The lovely Alison Finigan, head of alumni relations, once suggested that this blog includes photos from the decades that fashion forgot – so how could I resist putting up this wonderful image! The three women are, from left to right, Neige Todhunter, Winifred Stenhouse and M. Wilkinson. They were all home science students, enjoying a weekend of outdoor recreation in Karitane in 1927. Clothing was one of the subjects in the home science faculty, with a stage one course in garment construction and a stage two course in dress. The dress course, according to the University Calendar, investigated the “historic, artistic, economic and social aspects of dress as applied to the University girl’s wardrobe.” It seems highly likely that these women made, and perhaps also designed, their outfits.

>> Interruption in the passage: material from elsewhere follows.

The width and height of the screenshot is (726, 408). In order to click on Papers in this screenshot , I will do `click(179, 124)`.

The University of Otago School of Home Science opened in 1911. As the national “special school” it attracted students – all women for its first decades – from throughout New Zealand. Students could complete a three-year diploma or a four-year degree. In addition to clothing, subjects of study in the 1920s included chemistry; applied chemistry (food, household chemistry, laundry); physics; biology; physiology; nutrition and dietetics; bacteriology, sanitary science and hygiene; house planning, home administration and mothercraft; household and social economics; education; and foods (technology, housekeeping and experimental cookery). “Home science” later evolved into “consumer and applied sciences,” incorporating various other applied science subjects. Several of the original constituent specialist subjects of home science have survived into the 21st century: human nutrition and food science are now major departments in their own right within the Sciences Division, while design and clothing and textile sciences are now part of the applied sciences department.

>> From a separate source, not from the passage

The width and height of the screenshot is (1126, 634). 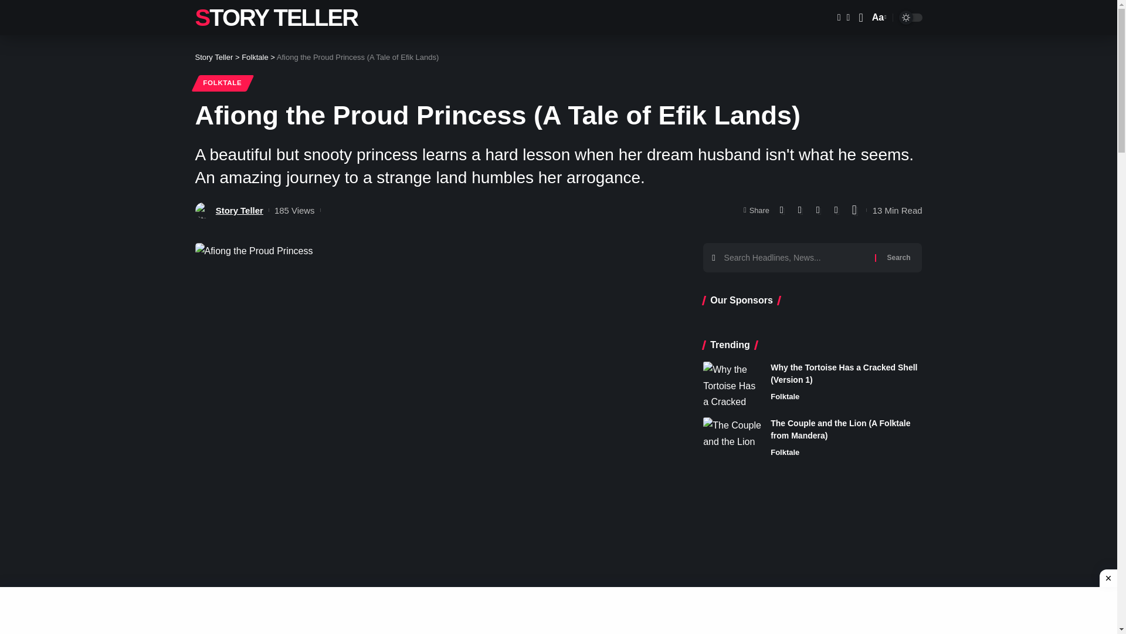 What do you see at coordinates (214, 56) in the screenshot?
I see `Go to Story Teller.` at bounding box center [214, 56].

Qualifications from the School of Home Science could take women of the 1920s a long way. Neige Todhunter, whose unusual name (French for snow) derived from her birth during a Christchurch snow storm, was a particularly distinguished graduate. After graduating with Otago’s first master’s degree in home science in 1928 she headed to the USA for further study, completing a PhD at Columbia University in 1933 with a thesis on Vitamin A. She taught in Washington State for a while and then for many years at the University of Alabama, where she established a human nutrition laboratory and became Dean of the School of Home Economics. After ‘retirement’ she had a long association with Vanderbilt University in Nashville, where she pursued an interest in the history of nutrition. Throughout her career she was involved in various high-level advisory committees on nutrition, as well as professional organisations. Some of her historical publications sound intriguing: I’d like to read her article “Dietetics in the Shakespearean plays”, which reflected her love of literature!

A long obituary of Todhunter, who died in 1991, makes no mention of her dress style. I wonder if the Otago undergraduate course on the “artistic” aspect of dress had any long-lasting impact?